ATR¶
Indicators · Volatility
Average True Range — the typical bar movement size.
ATR measures how much a market typically moves in a single bar, expressed in raw price units. It's volatility you can actually use: not a percentage, not a z-score, but "this pair tends to travel about 0.0012 per bar right now." Traders reach for it because almost every honest risk decision — stop distance, position size, target width — needs to scale with how wild the market currently is, and ATR is the cleanest number for that.
How it works¶
For each bar, ATR first computes the True Range — the largest of three distances: the current high-to-low, the gap from this high to the previous close, and the gap from this low to the previous close. Taking the max captures overnight gaps and spikes that a plain high-minus-low would miss. The first bar has no prior close, so it falls back to high-minus-low (no leading gap in the series).
Those True Range values are then smoothed over Period bars (default 14). The Smoothing method picks how: rma is Wilder's original running average (an EMA with alpha = 1/period — the platform-standard default), sma is a plain rolling mean, and ema is a faster-reacting exponential. The output ATR is a single line, plotted in its own sub-pane since its scale is price-distance, not price-level.
When to use it¶
Reach for ATR whenever a strategy parameter should breathe with volatility: ATR-based stops that widen in chaos and tighten in calm, volatility-normalised position sizing, or filtering out trades when ranges are too dead to pay the spread. Avoid using ATR as a direction signal — it tells you the size of moves, never which way. A rising ATR in a range is just noise getting louder, not a breakout.
Example¶
Wire Bars → ATR, then feed the ATR series into a Stop Loss or risk block so the stop sits, say, 1.5× ATR from entry. Pair it with a directional trigger — e.g. an EMA crossover or RSI extreme — so ATR sizes the risk while the other block calls the entry. Backtest on real costs and you'll see ATR stops survive spikes that fixed-pip stops get knifed by.
Tips & gotchas¶
- Match the smoothing to your reference. MetaTrader and most charts use Wilder (
rma); switching toema/smashifts values subtly and can break export parity. - ATR is in price units, not pips or percent — multiply correctly when sizing, and remember it differs across instruments and quote currencies.
- It's a magnitude, never a direction. Don't infer trend from ATR alone.
- Low ATR ≠ safe. Quiet markets precede explosive moves; a tight ATR stop can get gapped through.
- Period sensitivity: short periods react fast but whip around; 14 is the durable default — change it deliberately, not by feel.
Related blocks¶
Inputs¶
| Socket | Type | What to wire in |
|---|---|---|
| Bars | bars |
Price bars |
Outputs¶
| Output | Type | Plots as | Description |
|---|---|---|---|
| ATR | series |
Line · sub-pane | ATR value in price units |
Parameters¶
| Parameter | Type | Default | What it does |
|---|---|---|---|
| Period | number · 2–200 | 14 |
|
| Smoothing | choice (rma, sma, ema) |
rma |
rma = Wilder (classic); sma = simple; ema = exponential |
| Line color | colour | #f4511e |
Reference auto-generated from the block catalog · category Indicators.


* **WORK INSTRUCTIONS**
Search the entries below for the word "bottom", then copy each line in which it is found.

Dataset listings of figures
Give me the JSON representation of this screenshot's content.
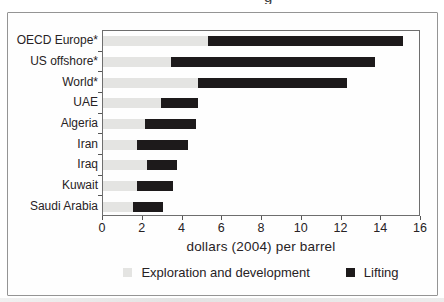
{
  "figure": {
    "cropped_title_fragment": "g",
    "background": "#fefefe",
    "frame_border_color": "#949494",
    "plot_border_color": "#6e6e6e",
    "text_color": "#272224",
    "legend": [
      {
        "label": "Exploration and development",
        "color": "#e4e4e2"
      },
      {
        "label": "Lifting",
        "color": "#1d1a1b"
      }
    ]
  },
  "chart_data": {
    "type": "bar",
    "orientation": "horizontal",
    "stacked": true,
    "title": "",
    "xlabel": "dollars (2004) per barrel",
    "ylabel": "",
    "xlim": [
      0,
      16
    ],
    "xticks": [
      0,
      2,
      4,
      6,
      8,
      10,
      12,
      14,
      16
    ],
    "grid": false,
    "legend_position": "bottom",
    "categories": [
      "OECD Europe*",
      "US offshore*",
      "World*",
      "UAE",
      "Algeria",
      "Iran",
      "Iraq",
      "Kuwait",
      "Saudi Arabia"
    ],
    "series": [
      {
        "name": "Exploration and development",
        "color": "#e4e4e2",
        "values": [
          5.3,
          3.4,
          4.8,
          2.9,
          2.1,
          1.7,
          2.2,
          1.7,
          1.5
        ]
      },
      {
        "name": "Lifting",
        "color": "#1d1a1b",
        "values": [
          9.8,
          10.3,
          7.5,
          1.9,
          2.6,
          2.6,
          1.5,
          1.8,
          1.5
        ]
      }
    ],
    "totals": [
      15.1,
      13.7,
      12.3,
      4.8,
      4.7,
      4.3,
      3.7,
      3.5,
      3.0
    ]
  }
}
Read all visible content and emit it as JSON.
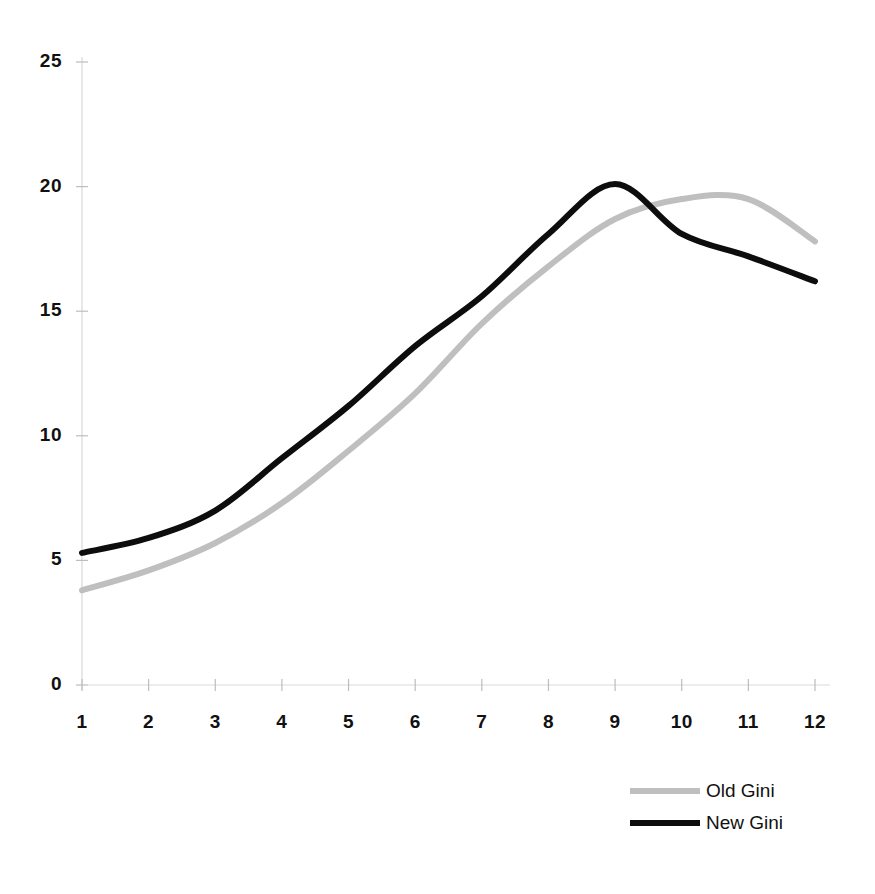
{
  "chart_data": {
    "type": "line",
    "title": "",
    "subtitle": "",
    "xlabel": "",
    "ylabel": "",
    "x": [
      1,
      2,
      3,
      4,
      5,
      6,
      7,
      8,
      9,
      10,
      11,
      12
    ],
    "xtick_labels": [
      "1",
      "2",
      "3",
      "4",
      "5",
      "6",
      "7",
      "8",
      "9",
      "10",
      "11",
      "12"
    ],
    "ytick_labels": [
      "0",
      "5",
      "10",
      "15",
      "20",
      "25"
    ],
    "yticks": [
      0,
      5,
      10,
      15,
      20,
      25
    ],
    "xlim": [
      1,
      12
    ],
    "ylim": [
      0,
      25
    ],
    "grid": false,
    "legend_position": "bottom-right",
    "series": [
      {
        "name": "Old Gini",
        "color": "#bfbfbf",
        "values": [
          3.8,
          4.6,
          5.7,
          7.3,
          9.4,
          11.7,
          14.5,
          16.8,
          18.7,
          19.5,
          19.5,
          17.8
        ]
      },
      {
        "name": "New Gini",
        "color": "#0d0d0d",
        "values": [
          5.3,
          5.9,
          7.0,
          9.1,
          11.2,
          13.6,
          15.6,
          18.1,
          20.1,
          18.1,
          17.2,
          16.2
        ]
      }
    ]
  },
  "legend": {
    "entries": [
      {
        "label": "Old Gini",
        "color": "#bfbfbf"
      },
      {
        "label": "New Gini",
        "color": "#0d0d0d"
      }
    ]
  },
  "axes": {
    "y_labels": [
      "25",
      "20",
      "15",
      "10",
      "5",
      "0"
    ],
    "x_labels": [
      "1",
      "2",
      "3",
      "4",
      "5",
      "6",
      "7",
      "8",
      "9",
      "10",
      "11",
      "12"
    ]
  },
  "colors": {
    "background": "#ffffff",
    "axis": "#d9d9d9",
    "tick": "#bdbdbd",
    "text": "#111111",
    "old_gini": "#bfbfbf",
    "new_gini": "#0d0d0d"
  }
}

* **REPLY**
    "legend_position": "bottom",
    "legend_position": "bottom-right",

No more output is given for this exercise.